Current federal initiatives in biodiversity databasing must acknowledge the weaknesses in their existing data and organizational structure and increase support for, and involvement of, the working systematics community. The continuing absence of involvement from academia and even of many systematists within the government system is a critical oversight that seriously weakens Canadian initiatives compared to ongoing American, European and Latin American programs. If this unification of purpose does not happen soon, future developments are obvious. Systematists will continue to lose valuable time trying to convince the bioinformatics committees and working groups of the value of our expertise and research, and of the necessity to train and employ more systematists to build the foundation that our database administrators seem to think is already in place. The systematists will also waste too much time trying to correct the damage done by the growing body of taxonomic misinformation that litters the information superhighway. Meanwhile, the biodiversity database designers will surround themselves in pretty paper and ribbons as they gift-wrap the same empty boxes, over and over again.

References

Federal Biosystematics Group. 1995. Systematics: an impending crisis. A statement at the time of the Federal Science and Technology Review. Publishing Division, Canadian Museum of Nature, Ottawa. 18 pp.

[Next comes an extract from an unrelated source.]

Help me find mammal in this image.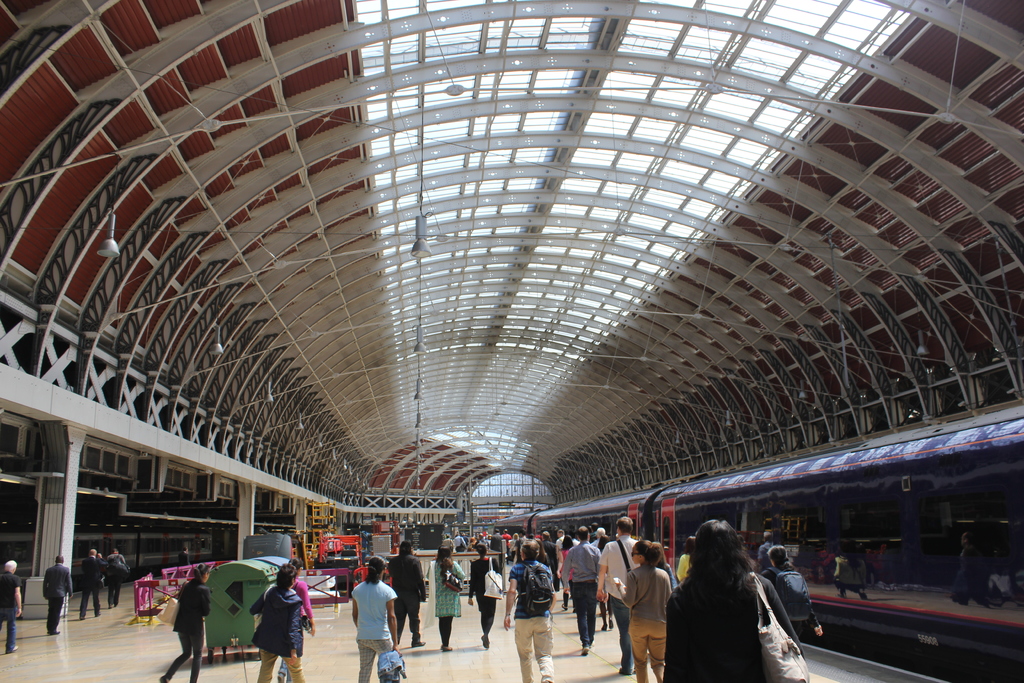
Found it: (left=40, top=553, right=74, bottom=634).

Godfray, H.C.J. 2002. Challenges for taxonomy. Nature 417: 17-19.

Hebert, P.D.N., A. Cywinska, S.L. Ball and J.R. de Ward. 2003. Biological identifications through DNA barcodes. Proceedings of the Royal Society of London, Series B 270: 313-322.

Mallet, J. and K. Willmott. 2003. Taxonomy: renaissance or Tower of Babel? Trends in Ecology and Evolution 18: 57-59.

Scotland, R., C. Hughes, D. Bailey and A. Wortley. 2003. The Big Machine and the much-maligned taxonomist. Systematics and Biodiversity 1: 139-143.

Sugden, A. and E. Pennisi. 2000. Diversity digitized. Science 289: 2305.

Tautz, D., P. Arctander, A. Minelli, R.H. Thomas and A.P. Vogler. 2003. A plea for DNA taxonomy. Trends in Ecology and Evolution 18: 70-74.

Wilson, E.O. 2003. The encyclopedia of life. Trends in Ecology and Evolution 18: 77-80.